There's not been a lot of drama in the Bank of Canada's recent announcements for its overnight rate target, nor does it look as though there will be for several months. As long as there's a non-negligible risk that the eurozone will produce a financial crisis, the Bank of Canada won't be in any hurry to increase interest rates. The Bank has made it clear that it will (temporarily) tolerate an inflation rate above 2%, rather than make an interest rate hike that it would later regret. I don't have any problem with this stance. So the only really interesting thing to write about is the evolution of the Bank's outlook.
Here is my updated graph of the Bank's recent forecasts:
The dotted green line is an extrapolation of potential output.
There's not a lot to say. The eurozone crisis forced a sharp downward revision in October, and the better-than-expected recent news produced a slight upward revision in January.

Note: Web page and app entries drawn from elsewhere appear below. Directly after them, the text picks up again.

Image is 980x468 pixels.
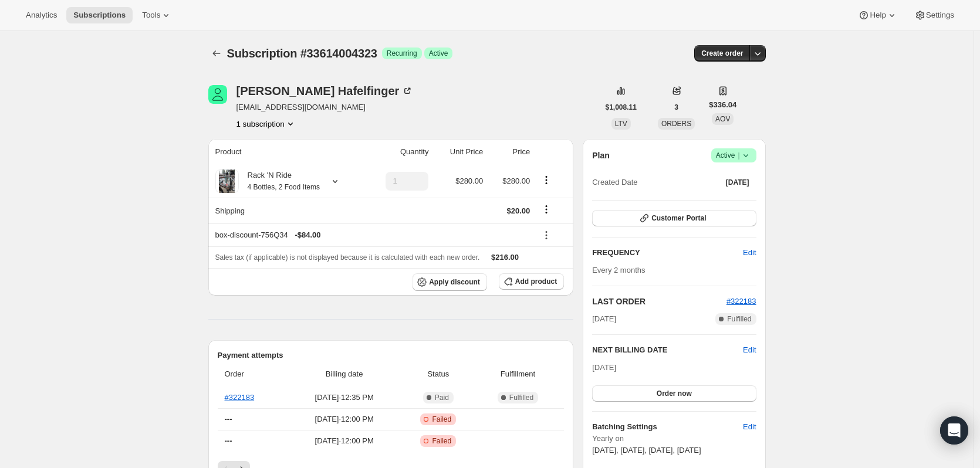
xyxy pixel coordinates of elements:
th: Shipping [208,197,365,223]
th: Price [487,139,533,165]
button: Customer Portal [592,209,756,227]
span: AOV [715,115,730,123]
span: Apply discount [429,278,480,287]
button: Edit [743,344,756,356]
span: Status [405,368,472,380]
span: $20.00 [506,206,530,215]
h2: Plan [592,149,610,161]
th: Quantity [364,139,432,165]
span: Active [429,48,449,58]
button: Tools [135,7,179,23]
button: Subscriptions [66,7,133,23]
button: Apply discount [412,273,487,290]
span: Active [716,149,751,161]
small: 4 Bottles, 2 Food Items [248,183,320,191]
span: [DATE] · 12:35 PM [291,391,397,403]
th: Unit Price [432,139,487,165]
span: Edit [743,421,756,433]
button: Settings [907,7,961,23]
button: Add product [499,273,564,290]
span: Subscriptions [73,10,126,20]
a: #322183 [726,296,757,305]
span: --- [224,436,232,445]
span: Every 2 months [592,265,644,274]
button: Shipping actions [537,203,556,215]
span: | [738,151,739,160]
span: Recurring [386,48,418,58]
span: $1,008.11 [606,103,637,112]
span: Failed [432,415,451,424]
h2: FREQUENCY [592,246,743,259]
span: Analytics [26,10,57,20]
span: LTV [615,120,627,128]
h2: Payment attempts [217,349,564,361]
button: Analytics [19,7,64,23]
span: Fulfillment [479,368,556,380]
span: Order now [656,389,692,398]
div: Open Intercom Messenger [939,416,968,444]
span: Settings [926,10,954,20]
h2: LAST ORDER [592,296,726,307]
button: $1,008.11 [599,99,644,115]
button: 3 [667,99,685,115]
span: Paid [435,393,449,402]
span: Yearly on [592,433,756,444]
span: ORDERS [661,120,691,128]
span: Customer Portal [651,214,706,222]
button: Help [851,7,904,23]
th: Order [217,361,287,387]
button: Subscriptions [208,45,224,61]
button: Product actions [236,118,296,129]
button: Product actions [537,173,556,186]
span: Help [870,10,885,20]
h6: Batching Settings [592,421,743,433]
button: Edit [736,417,763,436]
div: [PERSON_NAME] Hafelfinger [236,85,413,97]
span: Subscription #33614004323 [227,47,377,59]
span: Add product [515,277,556,286]
span: [DATE], [DATE], [DATE], [DATE] [592,446,700,454]
span: Edit [743,246,756,259]
span: [DATE] · 12:00 PM [291,435,397,446]
span: Sales tax (if applicable) is not displayed because it is calculated with each new order. [216,253,480,261]
span: $336.04 [709,99,736,111]
span: $280.00 [502,177,530,185]
span: $216.00 [491,253,518,261]
span: Failed [432,436,451,446]
span: [DATE] [592,313,616,325]
div: Rack 'N Ride [239,170,320,193]
span: Fulfilled [509,393,533,402]
button: Create order [694,45,750,61]
button: Order now [592,385,756,402]
span: Fulfilled [727,315,751,323]
span: Created Date [592,177,638,188]
span: [DATE] [726,178,749,187]
span: [EMAIL_ADDRESS][DOMAIN_NAME] [236,102,413,113]
span: [DATE] [592,363,616,371]
h2: NEXT BILLING DATE [592,344,743,356]
span: 3 [674,103,678,112]
span: - $84.00 [294,229,320,241]
a: #322183 [224,393,254,402]
span: Tools [142,10,160,20]
button: [DATE] [719,174,757,190]
span: $280.00 [455,177,483,185]
span: Billing date [291,368,397,380]
span: --- [224,415,232,423]
span: Laura Hafelfinger [208,85,227,103]
button: Edit [736,243,763,262]
div: box-discount-756Q34 [216,229,531,241]
span: Create order [701,48,743,58]
th: Product [208,139,365,165]
button: #322183 [726,296,757,307]
span: [DATE] · 12:00 PM [291,413,397,425]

To use Frances' analogy, our Toyota Matrix is still running.

Curiously enough, my car is also a Toyota Matrix.
The numbers on the Y-axis of the chart don’t make a whole lot of sense. The number above 1450 should be 1500, and so on.
I just noticed that. Something happened to the y axis labels while I was putting the graph together.
Out of curiosity, I put the Bank’s forecast for inflation and the output gap into the policy rule used in ToTEM to proxy for the future path of the overnight rate. This rule gives very little weight to the output gap but puts a high weight on the deviation of expected core inflation (two quarters ahead) from target. Interestingly, because the Bank expects core inflation to decline in the first half of 2012, the ToTEM rule would call for a CUT in the overnight rate to 0.50 by the middle of the year, and then return to 1.00 by the end of 2012, followed by a very gradual increase thereafter.
I’m curious where the Bank thinks growth is going to come from in 2013, particularly given the large downward forecast revision to US growth in 2013 (to 2.2 from 3.3).